AI’s Thirst for Water
Every interaction with AI requires water to keep the technology running. ChatGPT used nearly 1 million litres of water during its pre-training phase. A report from our government predicts an increase of global water usage of 6.6bn cubic meters by 2027. This is equivalent to more than half of the UK’s total water usage. Although water covers 71% of the Earth’s surface, only 0.5% is available freshwater. Therefore, AI’s thirst for water is now classified under the risk of biodiversity loss and ecosystem collapse. Considering that many wars in history were over access to water, the outcome could be increasing conflicts and wars in the Global South.
WHAT SHOULD WE DO?
The future will be a battle between the damaging versus the beneficial uses of AI technology. The following steps can be taken to avoid the damaging uses of AI:
- Regulation would be an obvious step for us to take but it is fraught with difficulty, because for one thing, in the time taken to get a regulation legally accepted, the nature of the AI products being regulated is likely to change. However, regulation of impersonation and fakes are seriously being considered. Many countries are taking the matter of AI regulation very seriously. Around the world at least 72 countries have proposed over 1000 AI-related policy initiatives and legal frameworks to address public concerns around AI safety and governance.
- EU AI Act On 21 April 2021: Europe’s landmark AI Act was officially proposed and seemed destined to be a first in the world attempt to enshrine a set of AI regulations into law. However, a year later, and after extensive lobbying attempts by Silicon Valley, some of the provisions were watered down. Nonetheless, the Act became law in August 2024 and will come into force by mid 2027 in all EU member states. Meanwhile the current UK govt, like in the US, is spending more effort in encouraging industry’s use of AI and focusing less on regulations.
- Ethical Framework: Like physicians taking the Hippocratic oath, we could adopt a strong ethical framework for science and technology to ensure that scientific and technology professionals make the right choice in their research for the benefit of humanity.

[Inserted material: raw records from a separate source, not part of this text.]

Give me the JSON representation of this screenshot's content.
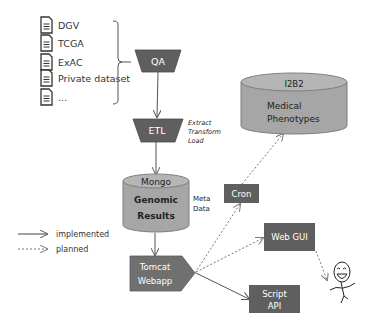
{
  "sources": {
    "items": [
      {
        "label": "DGV",
        "icon": "document-icon"
      },
      {
        "label": "TCGA",
        "icon": "document-icon"
      },
      {
        "label": "ExAC",
        "icon": "document-icon"
      },
      {
        "label": "Private dataset",
        "icon": "document-icon"
      },
      {
        "label": "...",
        "icon": "document-icon"
      }
    ]
  },
  "nodes": {
    "qa": {
      "label": "QA"
    },
    "etl": {
      "label": "ETL",
      "note": [
        "Extract",
        "Transform",
        "Load"
      ]
    },
    "mongo": {
      "title": "Mongo",
      "lines": [
        "Genomic",
        "Results"
      ],
      "note": [
        "Meta",
        "Data"
      ]
    },
    "i2b2": {
      "title": "I2B2",
      "lines": [
        "Medical",
        "Phenotypes"
      ]
    },
    "cron": {
      "label": "Cron"
    },
    "webgui": {
      "label": "Web GUI"
    },
    "tomcat": {
      "lines": [
        "Tomcat",
        "Webapp"
      ]
    },
    "script": {
      "lines": [
        "Script",
        "API"
      ]
    }
  },
  "legend": {
    "implemented": "implemented",
    "planned": "planned"
  },
  "colors": {
    "box_fill": "#5f5f5f",
    "cylinder_fill": "#a6a6a6",
    "cylinder_top": "#bfbfbf",
    "line": "#6e6e6e"
  }
}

- Education and Awareness: For our children and grandchildren, we would need to change our education systems to make them understand and adapt to their long-term future, not only in terms of employment but critically in deciding what sort of society and world they would like to live in. In the shorter term, mass awareness campaigns would be needed to educate the working and older generations of people what their choices are. But these are unlikely to be enough. The corporations, with the help of our governments, are already taking us in the wrong direction at an incredible pace.
However, regulations and ethical frameworks are not going to be able to keep up. Here are some additional steps we can take:
- Make others aware of the situation, including your children
- Discuss potential solutions with others and agree practical steps that can be taken
- Support grass roots movements active against the negative uses of AI
- Speak out and take a public stand, where appropriate
- Join peaceful protests against the negative uses of AI
- Pressurise the government into acting against the negative uses of AI
- Boycott products and services from corporations involved in the negative uses of AI
- Support corporations and institutions active in the positive uses of AI
- Demand responsible investments in pursuit of the positive uses of AI
- Avoid debts, especially those offered by banks that invest in the negative uses of AI
- Include in the vision of your company the ethical use of AI
It is within our power to change our world.